** Opening The input block **

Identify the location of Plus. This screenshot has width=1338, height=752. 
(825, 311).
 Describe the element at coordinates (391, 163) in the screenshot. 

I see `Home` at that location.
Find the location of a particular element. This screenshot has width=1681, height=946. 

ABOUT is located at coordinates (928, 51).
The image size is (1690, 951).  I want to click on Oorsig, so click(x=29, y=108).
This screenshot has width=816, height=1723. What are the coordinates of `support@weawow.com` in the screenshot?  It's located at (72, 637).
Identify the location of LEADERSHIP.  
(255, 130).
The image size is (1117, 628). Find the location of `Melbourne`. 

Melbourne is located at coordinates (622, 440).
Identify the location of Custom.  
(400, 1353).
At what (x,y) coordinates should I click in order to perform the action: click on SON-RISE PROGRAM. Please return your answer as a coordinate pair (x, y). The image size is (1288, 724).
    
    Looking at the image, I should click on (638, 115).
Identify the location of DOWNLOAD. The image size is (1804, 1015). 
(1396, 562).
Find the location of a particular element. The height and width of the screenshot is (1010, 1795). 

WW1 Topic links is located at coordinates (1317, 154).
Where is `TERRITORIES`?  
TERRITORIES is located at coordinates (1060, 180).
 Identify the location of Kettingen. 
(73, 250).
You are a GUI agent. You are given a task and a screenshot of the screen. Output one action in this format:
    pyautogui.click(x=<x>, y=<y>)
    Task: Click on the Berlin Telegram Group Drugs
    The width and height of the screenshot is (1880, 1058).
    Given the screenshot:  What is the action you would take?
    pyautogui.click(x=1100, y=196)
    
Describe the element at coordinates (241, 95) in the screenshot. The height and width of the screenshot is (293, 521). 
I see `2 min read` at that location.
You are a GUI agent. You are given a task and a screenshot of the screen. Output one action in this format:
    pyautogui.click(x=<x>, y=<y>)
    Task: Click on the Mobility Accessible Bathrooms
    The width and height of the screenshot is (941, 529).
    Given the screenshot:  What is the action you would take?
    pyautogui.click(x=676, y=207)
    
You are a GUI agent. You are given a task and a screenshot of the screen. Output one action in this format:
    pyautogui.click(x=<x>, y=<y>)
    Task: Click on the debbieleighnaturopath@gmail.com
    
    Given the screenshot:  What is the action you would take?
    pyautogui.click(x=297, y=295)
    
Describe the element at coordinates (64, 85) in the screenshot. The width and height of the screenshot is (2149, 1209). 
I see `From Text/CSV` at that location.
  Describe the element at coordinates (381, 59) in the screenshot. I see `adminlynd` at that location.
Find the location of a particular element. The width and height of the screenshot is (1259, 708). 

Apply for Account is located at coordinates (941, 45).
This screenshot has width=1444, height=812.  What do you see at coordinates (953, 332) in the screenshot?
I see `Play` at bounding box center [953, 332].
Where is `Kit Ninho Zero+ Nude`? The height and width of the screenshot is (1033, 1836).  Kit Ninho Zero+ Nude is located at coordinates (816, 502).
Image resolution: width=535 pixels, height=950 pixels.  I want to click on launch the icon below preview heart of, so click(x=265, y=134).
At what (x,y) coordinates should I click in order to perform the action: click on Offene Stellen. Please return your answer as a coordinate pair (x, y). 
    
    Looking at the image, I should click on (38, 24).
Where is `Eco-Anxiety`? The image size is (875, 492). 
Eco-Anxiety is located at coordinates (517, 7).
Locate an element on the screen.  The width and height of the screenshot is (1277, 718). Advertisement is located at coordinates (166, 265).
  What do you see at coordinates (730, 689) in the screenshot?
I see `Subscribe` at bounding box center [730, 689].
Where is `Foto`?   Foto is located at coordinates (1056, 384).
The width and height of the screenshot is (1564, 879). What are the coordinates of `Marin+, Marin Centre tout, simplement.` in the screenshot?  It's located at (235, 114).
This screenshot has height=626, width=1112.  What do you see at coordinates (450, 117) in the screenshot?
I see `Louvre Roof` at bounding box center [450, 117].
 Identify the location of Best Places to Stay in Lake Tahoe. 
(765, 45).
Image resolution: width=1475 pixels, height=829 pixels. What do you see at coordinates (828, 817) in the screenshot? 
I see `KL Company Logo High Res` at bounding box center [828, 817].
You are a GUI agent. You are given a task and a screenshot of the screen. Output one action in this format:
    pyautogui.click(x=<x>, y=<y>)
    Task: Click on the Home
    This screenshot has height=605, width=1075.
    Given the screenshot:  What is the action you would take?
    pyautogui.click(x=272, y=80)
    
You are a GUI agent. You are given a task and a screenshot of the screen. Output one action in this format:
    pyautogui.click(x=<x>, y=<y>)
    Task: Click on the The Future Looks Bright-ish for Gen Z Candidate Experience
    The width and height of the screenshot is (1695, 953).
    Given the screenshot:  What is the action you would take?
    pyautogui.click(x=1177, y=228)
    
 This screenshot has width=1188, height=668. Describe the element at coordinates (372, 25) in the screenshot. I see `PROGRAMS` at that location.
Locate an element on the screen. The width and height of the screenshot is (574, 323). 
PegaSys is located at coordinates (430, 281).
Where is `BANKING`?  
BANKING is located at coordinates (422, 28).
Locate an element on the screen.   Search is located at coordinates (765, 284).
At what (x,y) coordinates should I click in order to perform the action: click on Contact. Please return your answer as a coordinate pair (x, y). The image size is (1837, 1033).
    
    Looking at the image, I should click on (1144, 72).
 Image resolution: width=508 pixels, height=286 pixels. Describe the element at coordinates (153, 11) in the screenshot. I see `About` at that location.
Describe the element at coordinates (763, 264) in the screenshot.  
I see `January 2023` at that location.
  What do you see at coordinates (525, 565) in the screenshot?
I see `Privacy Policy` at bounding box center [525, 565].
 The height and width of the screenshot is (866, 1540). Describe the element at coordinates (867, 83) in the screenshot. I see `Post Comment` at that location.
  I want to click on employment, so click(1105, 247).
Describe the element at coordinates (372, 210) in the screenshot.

** Closing The input block **

Assignment: Copy all of the data. Keep every word exactly as it is.

Completed exercise:
Identify the location of Plus. This screenshot has width=1338, height=752. 
(825, 311).
 Describe the element at coordinates (391, 163) in the screenshot. 

I see `Home` at that location.
Find the location of a particular element. This screenshot has width=1681, height=946. 

ABOUT is located at coordinates (928, 51).
The image size is (1690, 951).  I want to click on Oorsig, so click(x=29, y=108).
This screenshot has width=816, height=1723. What are the coordinates of `support@weawow.com` in the screenshot?  It's located at (72, 637).
Identify the location of LEADERSHIP.  
(255, 130).
The image size is (1117, 628). Find the location of `Melbourne`. 

Melbourne is located at coordinates (622, 440).
Identify the location of Custom.  
(400, 1353).
At what (x,y) coordinates should I click in order to perform the action: click on SON-RISE PROGRAM. Please return your answer as a coordinate pair (x, y). The image size is (1288, 724).
    
    Looking at the image, I should click on (638, 115).
Identify the location of DOWNLOAD. The image size is (1804, 1015). 
(1396, 562).
Find the location of a particular element. The height and width of the screenshot is (1010, 1795). 

WW1 Topic links is located at coordinates (1317, 154).
Where is `TERRITORIES`?  
TERRITORIES is located at coordinates (1060, 180).
 Identify the location of Kettingen. 
(73, 250).
You are a GUI agent. You are given a task and a screenshot of the screen. Output one action in this format:
    pyautogui.click(x=<x>, y=<y>)
    Task: Click on the Berlin Telegram Group Drugs
    The width and height of the screenshot is (1880, 1058).
    Given the screenshot:  What is the action you would take?
    pyautogui.click(x=1100, y=196)
    
Describe the element at coordinates (241, 95) in the screenshot. The height and width of the screenshot is (293, 521). 
I see `2 min read` at that location.
You are a GUI agent. You are given a task and a screenshot of the screen. Output one action in this format:
    pyautogui.click(x=<x>, y=<y>)
    Task: Click on the Mobility Accessible Bathrooms
    The width and height of the screenshot is (941, 529).
    Given the screenshot:  What is the action you would take?
    pyautogui.click(x=676, y=207)
    
You are a GUI agent. You are given a task and a screenshot of the screen. Output one action in this format:
    pyautogui.click(x=<x>, y=<y>)
    Task: Click on the debbieleighnaturopath@gmail.com
    
    Given the screenshot:  What is the action you would take?
    pyautogui.click(x=297, y=295)
    
Describe the element at coordinates (64, 85) in the screenshot. The width and height of the screenshot is (2149, 1209). 
I see `From Text/CSV` at that location.
  Describe the element at coordinates (381, 59) in the screenshot. I see `adminlynd` at that location.
Find the location of a particular element. The width and height of the screenshot is (1259, 708). 

Apply for Account is located at coordinates (941, 45).
This screenshot has width=1444, height=812.  What do you see at coordinates (953, 332) in the screenshot?
I see `Play` at bounding box center [953, 332].
Where is `Kit Ninho Zero+ Nude`? The height and width of the screenshot is (1033, 1836).  Kit Ninho Zero+ Nude is located at coordinates (816, 502).
Image resolution: width=535 pixels, height=950 pixels.  I want to click on launch the icon below preview heart of, so click(x=265, y=134).
At what (x,y) coordinates should I click in order to perform the action: click on Offene Stellen. Please return your answer as a coordinate pair (x, y). 
    
    Looking at the image, I should click on (38, 24).
Where is `Eco-Anxiety`? The image size is (875, 492). 
Eco-Anxiety is located at coordinates (517, 7).
Locate an element on the screen.  The width and height of the screenshot is (1277, 718). Advertisement is located at coordinates (166, 265).
  What do you see at coordinates (730, 689) in the screenshot?
I see `Subscribe` at bounding box center [730, 689].
Where is `Foto`?   Foto is located at coordinates (1056, 384).
The width and height of the screenshot is (1564, 879). What are the coordinates of `Marin+, Marin Centre tout, simplement.` in the screenshot?  It's located at (235, 114).
This screenshot has height=626, width=1112.  What do you see at coordinates (450, 117) in the screenshot?
I see `Louvre Roof` at bounding box center [450, 117].
 Identify the location of Best Places to Stay in Lake Tahoe. 
(765, 45).
Image resolution: width=1475 pixels, height=829 pixels. What do you see at coordinates (828, 817) in the screenshot? 
I see `KL Company Logo High Res` at bounding box center [828, 817].
You are a GUI agent. You are given a task and a screenshot of the screen. Output one action in this format:
    pyautogui.click(x=<x>, y=<y>)
    Task: Click on the Home
    This screenshot has height=605, width=1075.
    Given the screenshot:  What is the action you would take?
    pyautogui.click(x=272, y=80)
    
You are a GUI agent. You are given a task and a screenshot of the screen. Output one action in this format:
    pyautogui.click(x=<x>, y=<y>)
    Task: Click on the The Future Looks Bright-ish for Gen Z Candidate Experience
    The width and height of the screenshot is (1695, 953).
    Given the screenshot:  What is the action you would take?
    pyautogui.click(x=1177, y=228)
    
 This screenshot has width=1188, height=668. Describe the element at coordinates (372, 25) in the screenshot. I see `PROGRAMS` at that location.
Locate an element on the screen. The width and height of the screenshot is (574, 323). 
PegaSys is located at coordinates (430, 281).
Where is `BANKING`?  
BANKING is located at coordinates (422, 28).
Locate an element on the screen.   Search is located at coordinates (765, 284).
At what (x,y) coordinates should I click in order to perform the action: click on Contact. Please return your answer as a coordinate pair (x, y). The image size is (1837, 1033).
    
    Looking at the image, I should click on (1144, 72).
 Image resolution: width=508 pixels, height=286 pixels. Describe the element at coordinates (153, 11) in the screenshot. I see `About` at that location.
Describe the element at coordinates (763, 264) in the screenshot.  
I see `January 2023` at that location.
  What do you see at coordinates (525, 565) in the screenshot?
I see `Privacy Policy` at bounding box center [525, 565].
 The height and width of the screenshot is (866, 1540). Describe the element at coordinates (867, 83) in the screenshot. I see `Post Comment` at that location.
  I want to click on employment, so click(1105, 247).
Describe the element at coordinates (372, 210) in the screenshot.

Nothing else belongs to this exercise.